All three connected with others using Summer Playbook, a new student travel website that lets users reach out for tips, help, or just some company while on the road. It also encourages visitors to post stories of their adventures. Playbook, which has been around for three years, has been growing in popularity, and last year drew the attention of Silicon Valley, getting an infusion of cash from Y Combinator, a seed accelerator that gave an early lift to the likes of Airbnb, Dropbox, Doordash, and Reddit.
The website is the brainchild of Luke Heine and Raphael Rouvinov, both Harvard students who have taken time off from the College to build the startup. Heine, a senior with a concentration in sociology and a minor in computer science, and Rouvinov, a junior computer science concentrator, both plan to return for their diplomas in the future.

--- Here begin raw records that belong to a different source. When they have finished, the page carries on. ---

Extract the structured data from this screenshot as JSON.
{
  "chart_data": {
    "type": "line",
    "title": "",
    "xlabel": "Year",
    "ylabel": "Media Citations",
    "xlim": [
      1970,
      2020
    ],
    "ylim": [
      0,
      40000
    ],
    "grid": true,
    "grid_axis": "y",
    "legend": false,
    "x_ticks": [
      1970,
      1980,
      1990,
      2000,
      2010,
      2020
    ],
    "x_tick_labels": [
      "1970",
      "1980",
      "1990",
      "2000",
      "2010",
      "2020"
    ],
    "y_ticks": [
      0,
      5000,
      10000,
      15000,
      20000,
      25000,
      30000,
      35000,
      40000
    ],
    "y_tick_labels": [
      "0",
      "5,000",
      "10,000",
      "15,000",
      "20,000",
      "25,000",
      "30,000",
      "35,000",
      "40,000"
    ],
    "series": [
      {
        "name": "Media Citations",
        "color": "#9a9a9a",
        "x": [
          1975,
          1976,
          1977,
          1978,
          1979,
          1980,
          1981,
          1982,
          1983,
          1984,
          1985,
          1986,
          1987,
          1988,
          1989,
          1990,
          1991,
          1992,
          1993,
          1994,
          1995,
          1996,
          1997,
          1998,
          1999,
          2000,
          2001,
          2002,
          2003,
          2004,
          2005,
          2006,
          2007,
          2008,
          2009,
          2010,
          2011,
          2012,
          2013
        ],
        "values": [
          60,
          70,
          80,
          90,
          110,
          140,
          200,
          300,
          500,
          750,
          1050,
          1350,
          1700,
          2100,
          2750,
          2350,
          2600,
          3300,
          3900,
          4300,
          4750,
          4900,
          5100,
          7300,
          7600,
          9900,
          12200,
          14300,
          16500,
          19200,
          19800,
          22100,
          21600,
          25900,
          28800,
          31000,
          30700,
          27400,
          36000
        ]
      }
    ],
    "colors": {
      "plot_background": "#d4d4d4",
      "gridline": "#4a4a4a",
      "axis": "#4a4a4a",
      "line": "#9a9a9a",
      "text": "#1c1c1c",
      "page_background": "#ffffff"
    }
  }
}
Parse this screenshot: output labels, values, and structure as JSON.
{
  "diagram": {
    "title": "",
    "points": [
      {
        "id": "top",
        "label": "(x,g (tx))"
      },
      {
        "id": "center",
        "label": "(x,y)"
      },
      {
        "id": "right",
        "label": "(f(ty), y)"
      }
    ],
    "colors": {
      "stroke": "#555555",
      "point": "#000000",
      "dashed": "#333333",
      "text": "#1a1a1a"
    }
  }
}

“We want to build a great, awesome product that people can use to connect with each other,” said Heine on a recent afternoon at the business partners’ one-bedroom apartment on Massachusetts Avenue that doubles as residence and startup office.

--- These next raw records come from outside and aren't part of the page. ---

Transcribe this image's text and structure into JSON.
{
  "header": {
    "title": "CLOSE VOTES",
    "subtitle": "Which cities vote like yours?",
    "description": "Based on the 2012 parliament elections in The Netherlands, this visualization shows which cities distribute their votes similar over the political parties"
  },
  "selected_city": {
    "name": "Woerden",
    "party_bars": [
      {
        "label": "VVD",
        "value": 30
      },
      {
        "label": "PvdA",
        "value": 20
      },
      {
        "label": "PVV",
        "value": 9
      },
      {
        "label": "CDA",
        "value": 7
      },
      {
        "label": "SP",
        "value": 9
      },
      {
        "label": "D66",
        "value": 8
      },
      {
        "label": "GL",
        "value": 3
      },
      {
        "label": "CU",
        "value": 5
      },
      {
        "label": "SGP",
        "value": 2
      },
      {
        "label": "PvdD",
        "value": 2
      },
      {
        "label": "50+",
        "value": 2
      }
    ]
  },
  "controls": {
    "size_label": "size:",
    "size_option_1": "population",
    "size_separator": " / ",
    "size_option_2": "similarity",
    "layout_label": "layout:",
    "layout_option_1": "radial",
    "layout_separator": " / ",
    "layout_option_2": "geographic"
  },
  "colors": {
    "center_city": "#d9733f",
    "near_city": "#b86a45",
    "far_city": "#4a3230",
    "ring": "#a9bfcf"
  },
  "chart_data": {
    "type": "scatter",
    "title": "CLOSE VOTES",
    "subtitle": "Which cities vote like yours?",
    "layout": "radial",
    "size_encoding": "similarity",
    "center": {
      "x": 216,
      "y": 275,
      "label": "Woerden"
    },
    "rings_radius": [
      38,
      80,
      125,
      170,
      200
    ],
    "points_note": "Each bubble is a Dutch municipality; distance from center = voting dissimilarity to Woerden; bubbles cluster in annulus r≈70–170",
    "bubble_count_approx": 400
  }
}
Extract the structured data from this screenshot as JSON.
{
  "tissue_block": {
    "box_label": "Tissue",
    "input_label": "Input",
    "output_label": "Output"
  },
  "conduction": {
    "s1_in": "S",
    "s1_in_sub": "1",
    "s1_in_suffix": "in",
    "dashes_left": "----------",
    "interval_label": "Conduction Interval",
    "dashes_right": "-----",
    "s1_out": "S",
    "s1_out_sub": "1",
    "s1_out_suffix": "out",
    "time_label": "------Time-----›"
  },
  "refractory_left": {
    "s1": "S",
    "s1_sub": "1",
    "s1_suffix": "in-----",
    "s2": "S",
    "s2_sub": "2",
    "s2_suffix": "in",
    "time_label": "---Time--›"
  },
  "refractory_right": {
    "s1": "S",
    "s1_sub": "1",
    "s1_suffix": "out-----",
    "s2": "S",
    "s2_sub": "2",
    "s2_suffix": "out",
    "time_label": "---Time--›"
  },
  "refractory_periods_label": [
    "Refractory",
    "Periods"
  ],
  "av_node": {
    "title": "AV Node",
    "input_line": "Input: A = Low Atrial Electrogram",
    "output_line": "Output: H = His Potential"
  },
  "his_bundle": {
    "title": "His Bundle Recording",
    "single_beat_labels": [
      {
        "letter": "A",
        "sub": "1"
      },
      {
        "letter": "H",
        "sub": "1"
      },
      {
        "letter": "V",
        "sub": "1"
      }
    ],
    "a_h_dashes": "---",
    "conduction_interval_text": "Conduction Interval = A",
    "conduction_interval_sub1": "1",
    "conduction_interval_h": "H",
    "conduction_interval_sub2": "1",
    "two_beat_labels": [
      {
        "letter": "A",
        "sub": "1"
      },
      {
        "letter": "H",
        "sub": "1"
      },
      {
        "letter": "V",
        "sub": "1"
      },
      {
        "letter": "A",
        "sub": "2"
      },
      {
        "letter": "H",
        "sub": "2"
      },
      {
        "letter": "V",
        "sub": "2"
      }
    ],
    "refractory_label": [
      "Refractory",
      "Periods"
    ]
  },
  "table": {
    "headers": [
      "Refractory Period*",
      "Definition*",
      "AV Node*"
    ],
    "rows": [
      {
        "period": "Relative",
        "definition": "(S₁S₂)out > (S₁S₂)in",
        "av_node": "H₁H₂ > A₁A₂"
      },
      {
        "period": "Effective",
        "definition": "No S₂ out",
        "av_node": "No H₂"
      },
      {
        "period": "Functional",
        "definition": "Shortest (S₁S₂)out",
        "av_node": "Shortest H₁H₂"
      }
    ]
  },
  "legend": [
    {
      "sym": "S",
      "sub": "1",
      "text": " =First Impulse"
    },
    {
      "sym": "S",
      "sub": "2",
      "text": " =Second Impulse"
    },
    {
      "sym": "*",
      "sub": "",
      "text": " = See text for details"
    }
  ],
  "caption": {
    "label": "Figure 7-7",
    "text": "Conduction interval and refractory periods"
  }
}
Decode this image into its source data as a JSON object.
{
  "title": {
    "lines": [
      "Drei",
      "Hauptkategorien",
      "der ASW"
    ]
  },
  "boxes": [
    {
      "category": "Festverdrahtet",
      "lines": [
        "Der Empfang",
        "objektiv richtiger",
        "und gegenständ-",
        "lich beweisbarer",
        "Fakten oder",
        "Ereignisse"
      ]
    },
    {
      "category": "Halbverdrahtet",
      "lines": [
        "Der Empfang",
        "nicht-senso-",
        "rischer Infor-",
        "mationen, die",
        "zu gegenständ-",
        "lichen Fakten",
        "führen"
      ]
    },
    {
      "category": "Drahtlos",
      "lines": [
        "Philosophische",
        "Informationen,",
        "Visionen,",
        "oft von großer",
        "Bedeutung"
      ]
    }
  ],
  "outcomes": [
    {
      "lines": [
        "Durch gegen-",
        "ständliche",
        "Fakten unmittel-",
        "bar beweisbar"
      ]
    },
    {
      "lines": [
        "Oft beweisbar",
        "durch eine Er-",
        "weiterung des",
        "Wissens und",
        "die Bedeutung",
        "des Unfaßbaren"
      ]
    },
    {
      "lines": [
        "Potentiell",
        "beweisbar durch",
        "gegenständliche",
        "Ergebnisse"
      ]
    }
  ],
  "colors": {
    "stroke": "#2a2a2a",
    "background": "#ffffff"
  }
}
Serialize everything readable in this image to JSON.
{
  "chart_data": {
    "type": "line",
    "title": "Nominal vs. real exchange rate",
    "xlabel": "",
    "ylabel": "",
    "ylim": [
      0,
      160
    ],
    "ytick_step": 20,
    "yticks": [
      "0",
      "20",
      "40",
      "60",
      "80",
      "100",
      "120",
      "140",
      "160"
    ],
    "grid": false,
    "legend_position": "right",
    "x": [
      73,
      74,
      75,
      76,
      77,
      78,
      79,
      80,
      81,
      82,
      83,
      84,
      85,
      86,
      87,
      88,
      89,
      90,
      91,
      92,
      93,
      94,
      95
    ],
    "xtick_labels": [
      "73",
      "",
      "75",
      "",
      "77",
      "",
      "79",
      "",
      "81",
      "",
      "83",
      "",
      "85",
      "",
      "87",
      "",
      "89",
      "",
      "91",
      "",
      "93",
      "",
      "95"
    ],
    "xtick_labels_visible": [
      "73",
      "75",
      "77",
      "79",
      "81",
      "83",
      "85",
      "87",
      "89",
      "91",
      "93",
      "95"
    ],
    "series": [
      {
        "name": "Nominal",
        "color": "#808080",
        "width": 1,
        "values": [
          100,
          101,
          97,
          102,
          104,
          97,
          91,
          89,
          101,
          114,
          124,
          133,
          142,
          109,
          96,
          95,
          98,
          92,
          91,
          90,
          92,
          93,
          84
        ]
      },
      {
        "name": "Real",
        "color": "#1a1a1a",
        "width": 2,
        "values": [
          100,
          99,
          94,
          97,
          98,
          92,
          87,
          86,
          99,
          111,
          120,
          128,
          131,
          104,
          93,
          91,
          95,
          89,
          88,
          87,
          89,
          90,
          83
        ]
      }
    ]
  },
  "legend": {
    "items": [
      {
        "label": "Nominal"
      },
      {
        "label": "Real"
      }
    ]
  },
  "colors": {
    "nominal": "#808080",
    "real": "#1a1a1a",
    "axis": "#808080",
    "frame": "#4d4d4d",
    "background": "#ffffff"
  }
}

“We’d like to create something that people want, and see it grow big,” echoed Rouvinov, who joined Heine after trying the app during a trip to Tokyo and Seoul. “I met the coolest people, went to a ramen museum, had a crazy matcha ice cream, and did so many fun things.” Both Heine and Rouvinov have deep-seated interests in innovation and entrepreneurship. While in high school, Rouvinov was paired with a Wayne State University freshman at a University of Michigan hackathon, and the two created an app for Android systems to correct lazy eye using virtual reality. In 2018, Heine and classmate Cole Scanlon developed an admissions guide, filled with free resources for college access and financial aid, available online through the nonprofit Fair Opportunity Project.
The pair’s social network venture started its life five years ago as an Excel spreadsheet that Heine created to help Harvard students find cheap flights and accommodations during summer travels, a sort of low-tech couchsurfing.com. Heine hand-plotted the locales on a Google map and sent it as a document to students around the College.

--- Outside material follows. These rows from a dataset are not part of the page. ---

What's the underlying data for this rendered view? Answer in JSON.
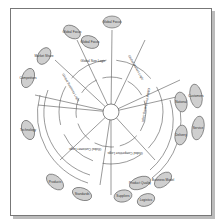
{
  "diagram": {
    "center": "",
    "inner_segments": [
      {
        "label": "Global Size Logic"
      },
      {
        "label": "Global Business Logic"
      },
      {
        "label": "Global Purchasing Logic"
      },
      {
        "label": "Global Customer Logic"
      },
      {
        "label": "Global Competitive Logic"
      },
      {
        "label": "Global Market Logic"
      }
    ],
    "band_labels": [
      "Industry",
      "Strategy",
      "Category",
      "Market"
    ],
    "outer_ovals": [
      {
        "label": "Global Focus"
      },
      {
        "label": "Global Focus"
      },
      {
        "label": "Global Focus"
      },
      {
        "label": "Market Share"
      },
      {
        "label": "Competitors"
      },
      {
        "label": "Technology"
      },
      {
        "label": "Products"
      },
      {
        "label": "Standards"
      },
      {
        "label": "Suppliers"
      },
      {
        "label": "Logistics"
      },
      {
        "label": "Product Quality"
      },
      {
        "label": "Business Model"
      },
      {
        "label": "National"
      },
      {
        "label": "Customers"
      },
      {
        "label": "Delivery"
      },
      {
        "label": "Service"
      },
      {
        "label": "Quality Control"
      }
    ]
  }
}
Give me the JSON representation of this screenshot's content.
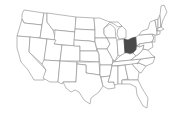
{
  "map": {
    "region": "Contiguous United States",
    "highlighted_state": "Ohio",
    "colors": {
      "background": "#ffffff",
      "state_fill": "#ffffff",
      "state_border": "#8a8a8a",
      "highlight_fill": "#4a4a4a"
    }
  }
}
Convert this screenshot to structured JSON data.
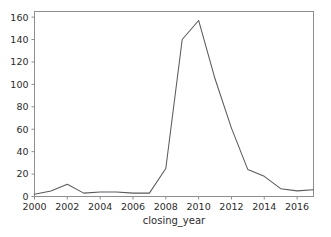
{
  "chart_data": {
    "type": "line",
    "title": "",
    "xlabel": "closing_year",
    "ylabel": "",
    "x": [
      2000,
      2001,
      2002,
      2003,
      2004,
      2005,
      2006,
      2007,
      2008,
      2009,
      2010,
      2011,
      2012,
      2013,
      2014,
      2015,
      2016,
      2017
    ],
    "values": [
      2,
      5,
      11,
      3,
      4,
      4,
      3,
      3,
      25,
      140,
      157,
      105,
      61,
      24,
      18,
      7,
      5,
      6
    ],
    "series": [
      {
        "name": "count",
        "values": [
          2,
          5,
          11,
          3,
          4,
          4,
          3,
          3,
          25,
          140,
          157,
          105,
          61,
          24,
          18,
          7,
          5,
          6
        ]
      }
    ],
    "xlim": [
      2000,
      2017
    ],
    "ylim": [
      0,
      165
    ],
    "xticks": [
      2000,
      2002,
      2004,
      2006,
      2008,
      2010,
      2012,
      2014,
      2016
    ],
    "xtick_labels": [
      "2000",
      "2002",
      "2004",
      "2006",
      "2008",
      "2010",
      "2012",
      "2014",
      "2016"
    ],
    "yticks": [
      0,
      20,
      40,
      60,
      80,
      100,
      120,
      140,
      160
    ],
    "ytick_labels": [
      "0",
      "20",
      "40",
      "60",
      "80",
      "100",
      "120",
      "140",
      "160"
    ],
    "grid": false,
    "legend": false,
    "legend_position": "none",
    "line_color": "#5a5a5a",
    "background_color": "#ffffff",
    "axis_color": "#8e8e8e"
  }
}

Playbook has helped thousands of students from 400 universities traveling across 126 countries. Heine and Rouvinov have also released hangline.chat, a messaging system similar to Slack and Groupme.
“The stories we kept hearing from students were amazing, and that’s what kept us going,” said Heine. “I think my favorite thing about the whole experience is just how quickly and dynamically we have changed and adapted. Now we have the money to keep it operational with a full team for a couple of years.”
The way Playbook works is simple. Students access the website from their cellphones, sign up, say where and when they plan to travel, unlock their location, and post queries. The users find like-minded people to hang out with while backpacking through Europe or Africa, studying in Asia, or traveling through Latin America.
While using the website is easy, running a startup isn’t. Work and the scramble for funding is continuous; the competition can be fierce. Besides getting $120,000 from Y Combinator in return for 7 percent of the company, the partners have raised more money in a West Coast seed round. Heine and Rouvinov spend their days writing code, fixing bugs, working on the site’s design, and talking to users to get feedback.
The partners declined to detail their business plan, saying that they are focused on “building something valuable, helpful and fun for people” and that they plan to continue running Summer Playbook free for the time being.
Running a startup is “not for everyone,” said Heine. “You have to accept full responsibility for the outcome. If it doesn’t work, it’s your fault. But no one should go into making a startup because they want to get wealthy. You got to do it because you love it, and because you don’t want to live in a world where the products that you’re building don’t exist.”